Being American

Last night when I was reacting/responding to Maureen Corrigan’s book review (Peter said I looked like I was getting ready to sharpen my claws. I didn’t know I had that kind of look.) I couldn’t stop thinking about her line about being an American reader.

“But the weird fascination of Please Look After Mom is its message — completely alien to our own therapeutic culture — that if one’s mother is miserable, it is indeed, the fault of her husband and her ungrateful children. As an American reader — indoctrinated in resolute messages about ‘boundaries’ and ‘taking responsibility’ — I kept waiting for irony; a comic twist in the plot; a reprieve for the breast-beating children.”

Besides being confused about her line about kimchee-scented Kleenex fiction I am wondering, quite honestly, what Corrigan meant by being an “American reader” because she and I both are just that.

Until college I grew up understanding that being American meant being White/Caucasian/of Eastern European descent or being African American, which was very different than White American but still American.

It meant apple pie (which I don’t recall actually making unless it was the frozen variety until adulthood) and baseball (which we didn’t grow up watching). It meant your ancestors were either connected to Plymouth Rock or Ellis Island. Being American meant no one asked you where you came from or where you learned your English or told you to go back to where you came from or to learn English.

So, while I know many of my readers tend to be a bit shy about commenting on the blog publicly because it can be a bit crazy out here I am asking all of you to comment, however brief it may be, to help fill out the picture of being American.

When you think of being American what comes to mind? Who do you imagine? What does being an American reader mean? How do Americans see things, experience things, communicate things?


WHAT YOU ARE ASKED TO DO :: In the entries below, the lines from the one with "The width and" through the one with "Locate an element" are to be copied exactly; both ends count.

RECORDED DATA ::

★ ★ ★ ★

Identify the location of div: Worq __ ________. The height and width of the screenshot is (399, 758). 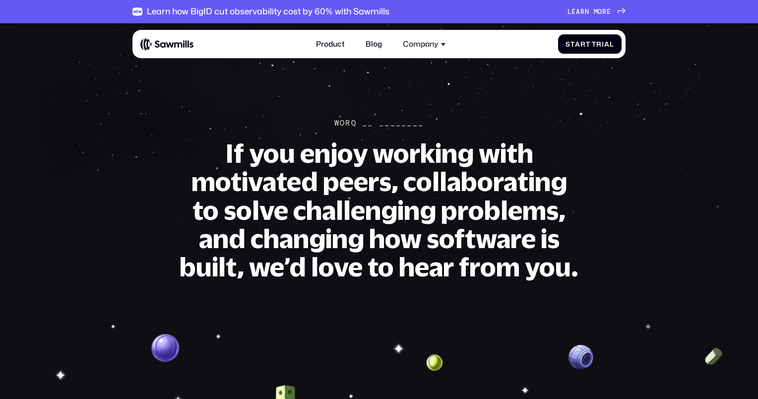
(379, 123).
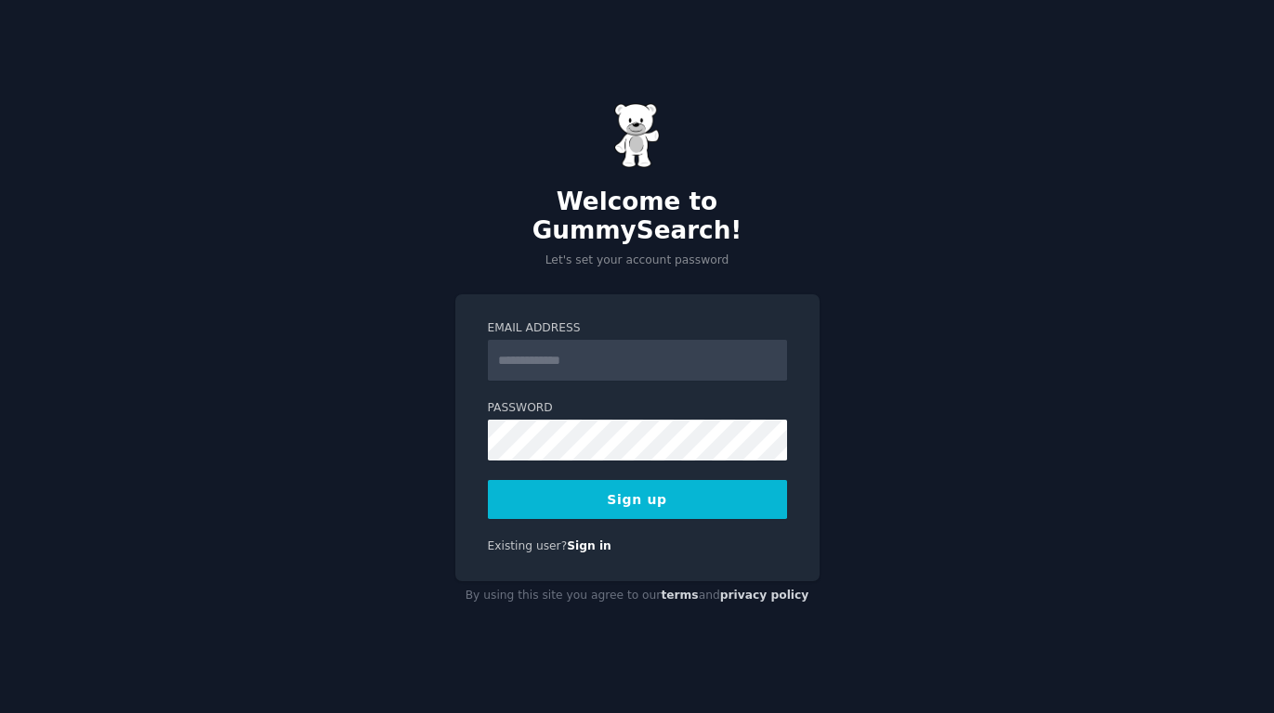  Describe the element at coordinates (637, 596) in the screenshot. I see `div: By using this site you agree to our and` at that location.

★ ★ ★ ★

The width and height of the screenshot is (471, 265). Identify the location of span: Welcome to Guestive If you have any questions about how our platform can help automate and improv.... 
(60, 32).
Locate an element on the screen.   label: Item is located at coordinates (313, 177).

★ ★ ★ ★

RESPONSE ::
The width and height of the screenshot is (471, 265). Identify the location of span: Welcome to Guestive If you have any questions about how our platform can help automate and improv.... 
(60, 32).
Locate an element on the screen.   label: Item is located at coordinates (313, 177).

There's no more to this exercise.